OpenAI built the fastest app in history to reach one billion monthly users, and it is now watching that dominance erode in real time. According to Sensor Tower’s State of AI Report for 2026, reported by TechCrunch, ChatGPT’s share of the AI assistant market fell to 46.4% by the end of May, crossing below 50% for the first time since the product launched in late 2022.
The significance of that threshold is not cosmetic. A market leader above 50% sets reference pricing, anchors integrations, and defines the default choice for enterprise procurement. One below 50% must compete on terms. That is a different business.
The runner-up positions are now meaningful. Gemini holds 27.7% of the market, with 662 million monthly users, a figure built almost entirely on Google’s distribution machine: Android preinstalls, Workspace embeds, and Search tie-ins. Anthropic’s Claude sits at 10.3% with 245 million monthly users, a smaller absolute number but arguably a sharper revenue profile. Thirteen percent of Claude’s user base pays for a subscription, a conversion rate that leads the field and suggests Anthropic is building a smaller, more monetizable base rather than chasing raw volume.
Every other assistant, including Grok, Perplexity, DeepSeek, and Meta AI, commands less than 5% individually.

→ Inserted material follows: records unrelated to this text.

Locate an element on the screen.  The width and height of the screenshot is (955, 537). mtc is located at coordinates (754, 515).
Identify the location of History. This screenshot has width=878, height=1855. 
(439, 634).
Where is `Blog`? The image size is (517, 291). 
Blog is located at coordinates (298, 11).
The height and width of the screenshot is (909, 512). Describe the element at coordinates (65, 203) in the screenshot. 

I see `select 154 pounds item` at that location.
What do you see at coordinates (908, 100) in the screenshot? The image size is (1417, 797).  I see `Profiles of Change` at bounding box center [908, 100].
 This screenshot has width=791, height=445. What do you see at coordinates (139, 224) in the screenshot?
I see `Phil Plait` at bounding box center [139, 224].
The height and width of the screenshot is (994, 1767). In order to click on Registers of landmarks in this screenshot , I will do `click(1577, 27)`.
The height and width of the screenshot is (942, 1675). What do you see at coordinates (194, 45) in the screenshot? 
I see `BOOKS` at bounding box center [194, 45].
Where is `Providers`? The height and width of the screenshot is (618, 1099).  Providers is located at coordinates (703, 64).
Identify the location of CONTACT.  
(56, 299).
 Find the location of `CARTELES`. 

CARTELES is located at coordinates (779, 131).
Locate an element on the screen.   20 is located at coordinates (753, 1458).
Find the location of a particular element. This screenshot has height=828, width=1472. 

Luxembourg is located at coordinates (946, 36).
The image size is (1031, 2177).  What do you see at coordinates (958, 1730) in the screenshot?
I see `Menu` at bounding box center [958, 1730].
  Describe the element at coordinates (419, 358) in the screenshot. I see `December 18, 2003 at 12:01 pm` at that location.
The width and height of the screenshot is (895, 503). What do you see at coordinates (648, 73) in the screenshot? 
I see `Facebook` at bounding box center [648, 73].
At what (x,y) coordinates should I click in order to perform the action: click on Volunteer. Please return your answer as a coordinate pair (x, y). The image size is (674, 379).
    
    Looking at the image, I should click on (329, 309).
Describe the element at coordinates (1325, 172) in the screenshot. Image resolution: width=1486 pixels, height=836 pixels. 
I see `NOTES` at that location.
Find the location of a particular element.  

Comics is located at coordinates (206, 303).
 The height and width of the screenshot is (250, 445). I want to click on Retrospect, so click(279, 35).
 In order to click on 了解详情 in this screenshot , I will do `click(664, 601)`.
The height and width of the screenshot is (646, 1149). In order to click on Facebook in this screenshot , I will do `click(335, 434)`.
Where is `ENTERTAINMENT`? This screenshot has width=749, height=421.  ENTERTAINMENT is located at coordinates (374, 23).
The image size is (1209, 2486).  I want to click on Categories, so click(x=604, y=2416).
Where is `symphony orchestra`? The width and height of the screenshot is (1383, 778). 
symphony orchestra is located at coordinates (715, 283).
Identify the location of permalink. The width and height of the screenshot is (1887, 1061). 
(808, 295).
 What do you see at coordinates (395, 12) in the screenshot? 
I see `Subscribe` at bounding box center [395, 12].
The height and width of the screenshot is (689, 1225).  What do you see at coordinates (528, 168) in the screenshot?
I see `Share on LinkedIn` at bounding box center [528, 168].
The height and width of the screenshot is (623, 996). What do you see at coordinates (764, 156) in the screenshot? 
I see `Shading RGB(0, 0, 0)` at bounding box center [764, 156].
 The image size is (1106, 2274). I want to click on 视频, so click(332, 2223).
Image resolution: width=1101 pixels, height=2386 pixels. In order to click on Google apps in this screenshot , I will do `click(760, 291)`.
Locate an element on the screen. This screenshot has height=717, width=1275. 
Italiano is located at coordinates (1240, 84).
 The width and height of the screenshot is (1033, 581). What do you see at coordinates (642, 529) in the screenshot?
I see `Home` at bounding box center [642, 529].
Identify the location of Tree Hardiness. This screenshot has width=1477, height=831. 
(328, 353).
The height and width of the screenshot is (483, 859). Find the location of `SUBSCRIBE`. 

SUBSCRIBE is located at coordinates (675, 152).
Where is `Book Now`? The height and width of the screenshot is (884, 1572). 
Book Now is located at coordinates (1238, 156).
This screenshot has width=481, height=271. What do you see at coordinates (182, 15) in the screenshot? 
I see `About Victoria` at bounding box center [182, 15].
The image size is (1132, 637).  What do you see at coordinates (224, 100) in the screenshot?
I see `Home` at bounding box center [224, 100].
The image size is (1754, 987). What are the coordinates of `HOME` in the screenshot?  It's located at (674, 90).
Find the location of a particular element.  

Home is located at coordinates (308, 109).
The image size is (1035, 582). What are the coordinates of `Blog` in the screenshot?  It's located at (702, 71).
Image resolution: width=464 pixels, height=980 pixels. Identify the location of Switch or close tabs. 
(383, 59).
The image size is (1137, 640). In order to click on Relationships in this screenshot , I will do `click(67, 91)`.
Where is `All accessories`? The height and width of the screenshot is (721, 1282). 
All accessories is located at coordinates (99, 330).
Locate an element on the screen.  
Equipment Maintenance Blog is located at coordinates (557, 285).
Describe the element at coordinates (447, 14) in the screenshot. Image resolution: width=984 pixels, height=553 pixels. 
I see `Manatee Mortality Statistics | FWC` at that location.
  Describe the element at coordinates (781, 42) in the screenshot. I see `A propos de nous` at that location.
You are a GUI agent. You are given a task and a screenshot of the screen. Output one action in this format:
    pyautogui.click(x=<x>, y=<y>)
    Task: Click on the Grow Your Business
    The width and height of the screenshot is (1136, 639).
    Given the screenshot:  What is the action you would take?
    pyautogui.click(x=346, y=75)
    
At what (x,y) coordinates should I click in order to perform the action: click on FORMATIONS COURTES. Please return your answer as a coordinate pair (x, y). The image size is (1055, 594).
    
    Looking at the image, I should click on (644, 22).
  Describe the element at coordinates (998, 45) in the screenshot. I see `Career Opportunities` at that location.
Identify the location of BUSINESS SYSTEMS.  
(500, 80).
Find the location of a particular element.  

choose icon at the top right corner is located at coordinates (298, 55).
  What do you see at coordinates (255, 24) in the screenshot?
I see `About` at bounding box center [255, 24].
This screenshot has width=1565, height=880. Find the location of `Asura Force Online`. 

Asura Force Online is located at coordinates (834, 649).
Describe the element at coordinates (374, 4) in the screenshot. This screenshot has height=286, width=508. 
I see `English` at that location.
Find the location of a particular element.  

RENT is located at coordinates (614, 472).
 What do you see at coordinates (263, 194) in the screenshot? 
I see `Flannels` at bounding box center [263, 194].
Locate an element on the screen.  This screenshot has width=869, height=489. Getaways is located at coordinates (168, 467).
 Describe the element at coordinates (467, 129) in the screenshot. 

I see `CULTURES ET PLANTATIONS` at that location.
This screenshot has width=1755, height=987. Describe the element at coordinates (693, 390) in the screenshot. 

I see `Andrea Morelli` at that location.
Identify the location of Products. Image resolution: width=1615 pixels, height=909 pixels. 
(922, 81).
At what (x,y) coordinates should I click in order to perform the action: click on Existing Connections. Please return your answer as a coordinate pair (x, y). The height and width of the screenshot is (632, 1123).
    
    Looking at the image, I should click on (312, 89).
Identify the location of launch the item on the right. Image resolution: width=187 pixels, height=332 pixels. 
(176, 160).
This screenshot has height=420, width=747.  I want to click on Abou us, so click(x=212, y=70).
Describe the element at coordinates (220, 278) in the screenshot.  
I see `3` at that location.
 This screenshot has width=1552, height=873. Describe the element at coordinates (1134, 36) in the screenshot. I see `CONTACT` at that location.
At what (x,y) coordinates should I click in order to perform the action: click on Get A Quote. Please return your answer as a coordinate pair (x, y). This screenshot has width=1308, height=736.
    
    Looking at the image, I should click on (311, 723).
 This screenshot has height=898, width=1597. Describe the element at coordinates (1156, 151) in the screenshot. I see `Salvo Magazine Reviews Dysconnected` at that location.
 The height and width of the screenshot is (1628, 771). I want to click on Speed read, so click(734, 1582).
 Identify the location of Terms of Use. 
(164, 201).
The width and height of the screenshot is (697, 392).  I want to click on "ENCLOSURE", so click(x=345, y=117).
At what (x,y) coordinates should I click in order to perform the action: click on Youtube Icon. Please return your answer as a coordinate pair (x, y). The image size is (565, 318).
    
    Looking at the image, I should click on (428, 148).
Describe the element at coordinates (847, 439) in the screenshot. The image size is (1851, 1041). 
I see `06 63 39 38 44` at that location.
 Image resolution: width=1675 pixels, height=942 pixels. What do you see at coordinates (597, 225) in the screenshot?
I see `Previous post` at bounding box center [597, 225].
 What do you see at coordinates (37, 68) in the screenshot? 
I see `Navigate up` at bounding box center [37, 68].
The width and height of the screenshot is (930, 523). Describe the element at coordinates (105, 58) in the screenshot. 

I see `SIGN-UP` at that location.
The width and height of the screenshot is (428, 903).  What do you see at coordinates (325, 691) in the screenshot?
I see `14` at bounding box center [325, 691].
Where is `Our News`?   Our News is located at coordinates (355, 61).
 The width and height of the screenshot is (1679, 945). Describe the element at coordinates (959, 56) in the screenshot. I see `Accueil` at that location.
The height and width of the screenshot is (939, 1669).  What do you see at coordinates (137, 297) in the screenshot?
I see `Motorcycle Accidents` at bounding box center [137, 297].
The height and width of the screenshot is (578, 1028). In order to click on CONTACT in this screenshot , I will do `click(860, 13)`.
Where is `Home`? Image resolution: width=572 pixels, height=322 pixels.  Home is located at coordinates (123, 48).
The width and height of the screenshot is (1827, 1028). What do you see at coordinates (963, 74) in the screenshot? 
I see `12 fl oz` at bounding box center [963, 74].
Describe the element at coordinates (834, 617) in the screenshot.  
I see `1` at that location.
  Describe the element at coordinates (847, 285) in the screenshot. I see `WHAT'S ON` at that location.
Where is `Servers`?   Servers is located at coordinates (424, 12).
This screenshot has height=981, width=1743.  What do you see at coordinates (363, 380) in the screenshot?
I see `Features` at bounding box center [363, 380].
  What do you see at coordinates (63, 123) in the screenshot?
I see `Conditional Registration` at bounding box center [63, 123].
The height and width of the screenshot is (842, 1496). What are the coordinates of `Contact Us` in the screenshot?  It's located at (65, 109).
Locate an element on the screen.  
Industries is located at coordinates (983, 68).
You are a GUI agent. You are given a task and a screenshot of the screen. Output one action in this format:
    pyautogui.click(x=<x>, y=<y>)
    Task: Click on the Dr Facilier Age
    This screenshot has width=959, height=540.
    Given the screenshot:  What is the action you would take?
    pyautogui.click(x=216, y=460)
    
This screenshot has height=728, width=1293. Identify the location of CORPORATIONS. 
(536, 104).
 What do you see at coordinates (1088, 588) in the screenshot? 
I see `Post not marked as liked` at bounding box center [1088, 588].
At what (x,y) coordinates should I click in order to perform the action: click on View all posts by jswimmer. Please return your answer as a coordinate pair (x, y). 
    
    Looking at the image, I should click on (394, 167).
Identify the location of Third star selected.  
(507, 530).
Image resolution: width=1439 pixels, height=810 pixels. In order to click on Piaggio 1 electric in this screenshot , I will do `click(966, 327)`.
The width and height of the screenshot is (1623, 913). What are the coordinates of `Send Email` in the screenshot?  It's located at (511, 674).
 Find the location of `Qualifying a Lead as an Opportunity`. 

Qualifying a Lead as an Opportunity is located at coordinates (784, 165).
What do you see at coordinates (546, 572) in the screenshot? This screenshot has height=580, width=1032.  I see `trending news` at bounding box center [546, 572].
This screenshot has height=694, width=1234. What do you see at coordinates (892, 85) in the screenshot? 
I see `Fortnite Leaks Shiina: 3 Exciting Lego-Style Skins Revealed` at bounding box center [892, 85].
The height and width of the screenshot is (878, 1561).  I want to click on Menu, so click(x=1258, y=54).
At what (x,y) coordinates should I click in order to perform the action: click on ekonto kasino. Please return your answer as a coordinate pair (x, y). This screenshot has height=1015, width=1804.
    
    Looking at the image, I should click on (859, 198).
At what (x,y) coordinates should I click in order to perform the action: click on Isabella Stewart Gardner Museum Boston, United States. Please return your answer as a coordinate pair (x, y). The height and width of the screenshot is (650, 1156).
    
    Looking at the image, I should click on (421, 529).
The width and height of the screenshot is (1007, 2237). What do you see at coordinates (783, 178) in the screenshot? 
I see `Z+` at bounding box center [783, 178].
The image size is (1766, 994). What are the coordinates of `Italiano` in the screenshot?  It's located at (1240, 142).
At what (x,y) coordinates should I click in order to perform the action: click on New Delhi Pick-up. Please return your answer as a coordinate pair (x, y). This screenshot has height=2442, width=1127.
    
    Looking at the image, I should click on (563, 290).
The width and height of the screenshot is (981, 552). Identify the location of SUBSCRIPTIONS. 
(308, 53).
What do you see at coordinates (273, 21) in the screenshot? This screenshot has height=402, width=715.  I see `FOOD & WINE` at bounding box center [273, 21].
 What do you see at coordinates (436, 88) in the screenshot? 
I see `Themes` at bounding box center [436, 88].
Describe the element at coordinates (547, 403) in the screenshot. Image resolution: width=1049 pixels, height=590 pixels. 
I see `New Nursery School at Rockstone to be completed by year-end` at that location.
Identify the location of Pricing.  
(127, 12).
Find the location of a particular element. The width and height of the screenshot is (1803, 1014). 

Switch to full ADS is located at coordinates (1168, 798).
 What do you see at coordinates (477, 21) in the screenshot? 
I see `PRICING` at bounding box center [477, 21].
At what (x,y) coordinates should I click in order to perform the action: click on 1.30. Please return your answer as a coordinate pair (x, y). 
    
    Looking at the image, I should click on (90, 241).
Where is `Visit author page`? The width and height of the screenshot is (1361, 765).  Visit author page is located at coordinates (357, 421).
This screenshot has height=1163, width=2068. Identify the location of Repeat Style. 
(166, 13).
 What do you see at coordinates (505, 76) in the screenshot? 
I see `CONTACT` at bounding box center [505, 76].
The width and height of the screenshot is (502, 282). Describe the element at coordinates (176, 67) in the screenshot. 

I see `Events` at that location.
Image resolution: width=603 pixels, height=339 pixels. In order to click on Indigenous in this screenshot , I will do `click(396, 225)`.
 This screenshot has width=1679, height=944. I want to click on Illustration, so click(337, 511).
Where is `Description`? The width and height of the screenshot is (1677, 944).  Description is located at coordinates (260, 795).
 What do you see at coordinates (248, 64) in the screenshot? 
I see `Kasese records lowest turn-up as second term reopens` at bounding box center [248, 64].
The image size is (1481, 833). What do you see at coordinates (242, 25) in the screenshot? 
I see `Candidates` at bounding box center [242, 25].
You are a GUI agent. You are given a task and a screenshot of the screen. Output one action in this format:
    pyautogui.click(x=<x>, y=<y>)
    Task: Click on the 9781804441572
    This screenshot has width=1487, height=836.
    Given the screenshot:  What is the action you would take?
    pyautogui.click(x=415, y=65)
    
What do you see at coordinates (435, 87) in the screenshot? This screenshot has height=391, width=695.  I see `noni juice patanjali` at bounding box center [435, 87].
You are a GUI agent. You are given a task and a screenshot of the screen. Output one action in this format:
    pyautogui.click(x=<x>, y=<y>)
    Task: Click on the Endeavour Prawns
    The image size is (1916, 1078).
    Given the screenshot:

The top three control 89% of time spent on AI assistant apps. That concentration means the structural story is really a two-player race between OpenAI and Google, with Anthropic as the most credible third option.
Sensor Tower’s data also tracks what drives switching behavior, and the findings are more useful than any feature comparison. OpenAI’s February deal with the U.S. Department of Defense produced a measurable spike in ChatGPT uninstalls. Users did not migrate because a competitor’s model scored higher on a benchmark. They migrated because brand trust broke. That dynamic is new for this category and suggests that AI assistants, once considered purely utility products, are accumulating political and reputational surfaces that can move market share as quickly as a product release.
The spending numbers add a further complication for OpenAI. Users are on pace to spend roughly 4.2 billion dollars on AI apps in the first half of 2026, up from 1.83 billion in the same period last year. That is real monetization traction across the industry. But both download and spend growth rates are decelerating, which points to a market entering a consolidation phase rather than a pure growth phase. OpenAI, facing that consolidation with a retreating share number, has begun scaling ads inside ChatGPT. By May, 17% of daily users were being served ads, with software and shopping as the leading advertiser categories. The company is building a media business on top of an assistant product at exactly the moment its assistant monopoly is ending.
Asia, which leads the world in total AI app downloads, recorded a 3.3% download decline in Q1 2026, driven by drops in China and India. That matters because Asia’s monetization per user trails North America and Europe significantly. If the high-spending regions are where margin gets built, and if those regions are where Gemini and Claude are gaining fastest, OpenAI’s advertising pivot may be addressing the wrong problem.
The 46.4% figure is a single data point, not a trend verdict. ChatGPT still has more than twice the monthly users of its nearest competitor. But the structural conditions that produced near-monopoly share, a two-year head start and no credible alternative, are gone. Builders evaluating which assistant API to anchor their products to in the next procurement cycle should treat this number as confirmation that the default assumption has changed.
Reported by TechCrunch on 2026-06-16.